CHARLESTON — The Senate Judiciary Committee resumed and completed on Tuesday its work on a proposed constitutional amendment to prohibit any state court from interfering in any future impeachment proceedings.

Judiciary chair Charles Trump puzzles over the word problem.

SJR 5 is set to go next to Finance, but Judiciary chair Charles Trump, R-Morgan, found that second reference “inexplicable” and may seek a waiver to send it right to the full Senate.

If approved by two-thirds of both chambers, the amendment that would go before voters in November would clarify in the state Constitution that no court may interfere with active impeachment proceedings in the House or impeachment trial in the Senate. The matter would not be subject to court review until after the process was completed.

The resolution originally also proposed to remove one of the grounds for impeachment from the list. The list now reads: “maladministration, corruption, incompetency, gross immorality, neglect of duty, or any high crime or misdemeanor.”

It was argued that the word maladministration lacks definition. Only three other states have it in their impeachment provisions: Vermont, New Hampshire and Massachusetts. During the U.S. Constitutional Convention, founder James Madison persuaded his colleagues to keep it out.

The committee began work on the resolution on Monday but ran out of time while debating an amendment proposed by Sen. Stephen Baldwin, D-Greenbrier, to keep the word maladministration in the list.

Resuming on Tuesday, Baldwin admitted, “I so realize this is in some ways a can of worms.”

Members gnawed on Baldwin’s proposal for close to half an hour – reading various dictionary definitions of the word and pondering whether or not to defer to the wisdom of West Virginia’s founders.

After going in circles for a while and pondering whether to also mandate a definition in code if they kept the word in, they scrapped the definition idea and voted 10-5 to keep “maladministration” in the Constitution.

They then approved the resolution in a voice vote. The vote was unanimous, but not quite: No one said no, but not everyone said yes.

So, as it passed, the heart of the amendment focuses on the impeachment section of the state Constitution, which says, “The House of Delegates shall have the sole power of impeachment.  The Senate shall have the sole power to try impeachments. …”

In October, the acting state Supreme Court halted the impeachment process in West Virginia by concluding that legislators had overstepped their constitutional authority. Acting justices concluded lawmakers had based impeachment on areas the state Constitution set aside as the responsibility of the judicial branch.

Just before the start of this legislative session, the House of Delegates filed a petition with the U.S. Supreme Court to review the acting court’s decision.

The filing claims the West Virginia Supreme Court violated the U.S. Constitution “as it elevates itself to a supreme branch of government with the authority to review the impeachment proceedings of the state Senate and the House of Delegates and restricts the rights of both chambers thereby eviscerating the checks and balances of state government and the separation of powers doctrine.”
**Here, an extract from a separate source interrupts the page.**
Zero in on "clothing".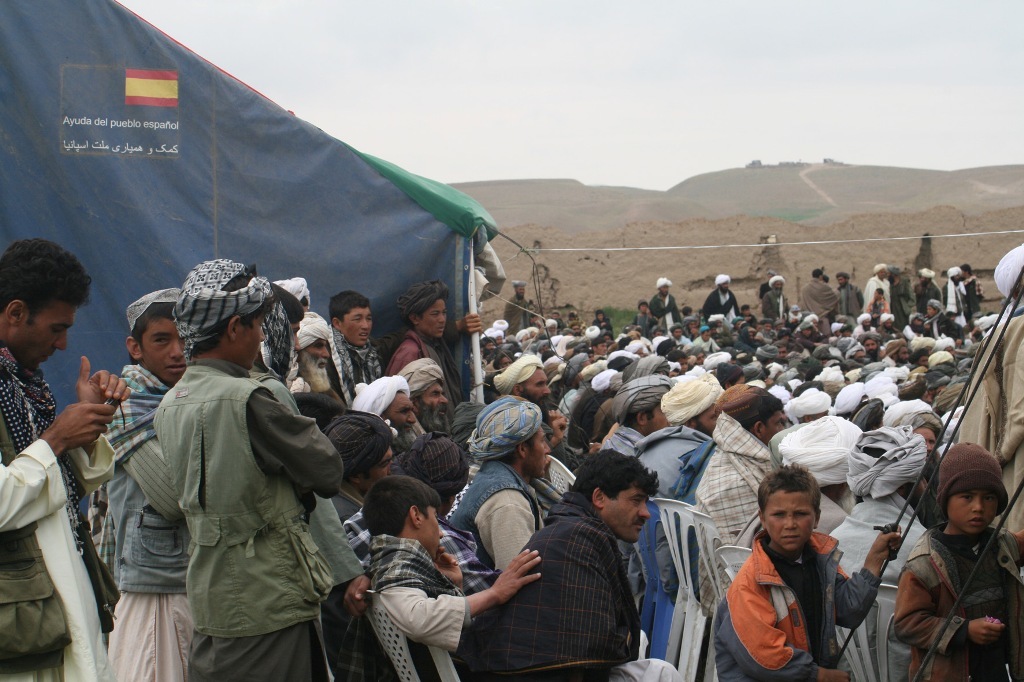
Zeroed in: l=485, t=481, r=658, b=681.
The resolution also proposes to change the potential consequences for conviction. The Constitution now says, “Judgment in cases of impeachment shall not extend further than to removal from office, and disqualification to hold any office of honor, trust or profit, under the state.”

The amendment, if passed, would make removal from office and disqualification for future office two separate punishments required separate votes in the Senate.